I used to run until my legs ached, until my lungs were burning, gasping for breath. Pushing myself to my limit was a familiar feeling. I could run until I dropped, and then get up and run again. I knew I could do it. I knew I was strong enough to take it.
What I’ve been doing lately has been more like running full sprint down a mountainside. It feels wild and out of control, but the only choice is to run with it. I began falling (falling in love, that is) over six months ago with a woman I’d never met. A six month series of phones calls with the almost daily realization that I was more in love than the day before. How is that even possible? Shouldn’t love be somehow finite so you eventually stop falling? Apparently not.
When I held her in my arms for the first time, when our lips lightly touched for the sweetest first kiss in the history of sweet kisses, when I finally brushed back the curly hair I had dreamed of touching, I fell even more in love. And that was only the beginning. The two weeks that followed are a blur of breathtaking scenery, mouthwatering meals, and falling more deeply in love every day. We kissed, we slept, we woke, we kissed, we slept, we woke, we kissed. We sipped countless wines in changing vineyards, and we orchestrated meals that flowed course after course until the room was empty and the waiters leaned on their brooms. When we found ourselves home again, we discovered the pleasures of slow dancing. Song after song, kiss after kiss, and the clock lied about the time. Falling deeper, ever deeper in love.

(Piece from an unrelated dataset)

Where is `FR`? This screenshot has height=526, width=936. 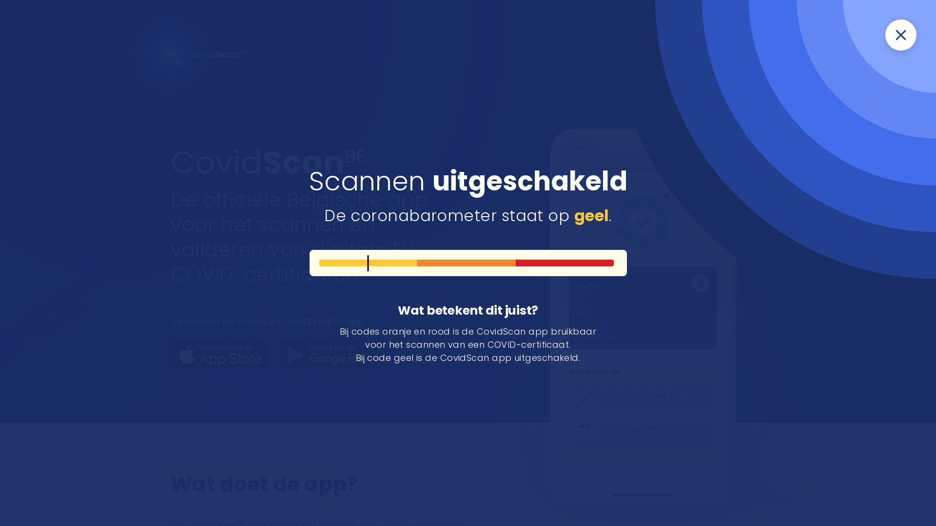
FR is located at coordinates (733, 62).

I’m not good with goodbyes. I left awkwardly. A lifelong aversion to emotional attachments picked that morning to kick in, and I botched what should have been the most romantic goodbye since Bogart kissed Bergman. If ever I needed a re-do, that was it.

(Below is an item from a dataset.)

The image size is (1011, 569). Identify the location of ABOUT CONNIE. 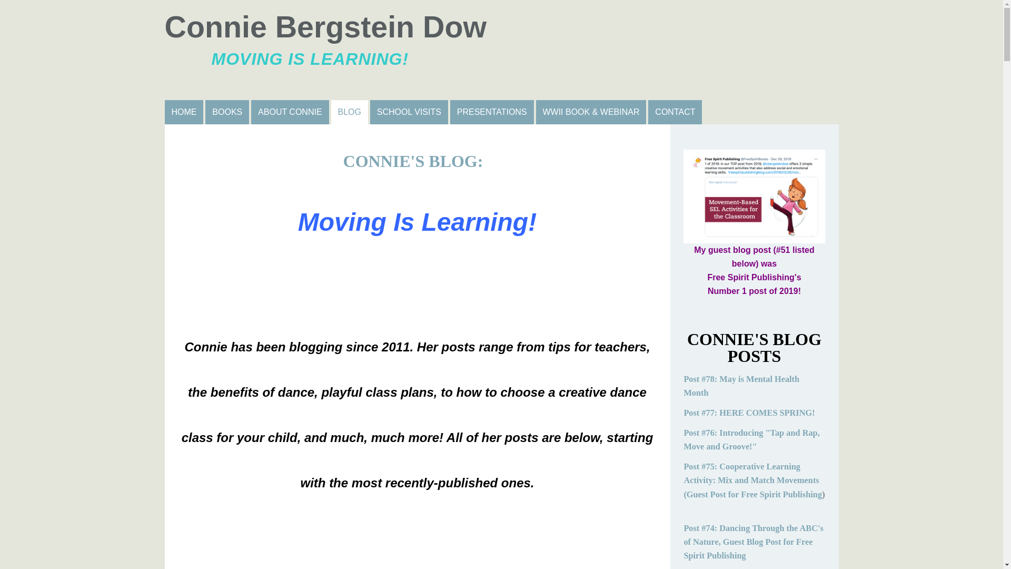
(290, 112).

Now I’m here and she’s still there, and my heart aches. Not like muscles aching from exhaustion. No, my heart aches like a river that is suddenly dammed after a season of rushing madly downstream, currents fed by luscious rains and passionate cloudbursts. I have kissed her, I have held her, I have looked into her eyes as I told her I love her, and now I am 3,000 miles away. We fell in love over the phone. We spent lazy mornings together texting. It was enough for then but not now. My love has grown deeper and wider and stronger, a spring river overflowing its banks, and I am no longer content with only words. Before we’d met, I didn’t miss what I didn’t know. Now my heart is ready to burst, aching to run headlong down the mountain, wild and free and in love.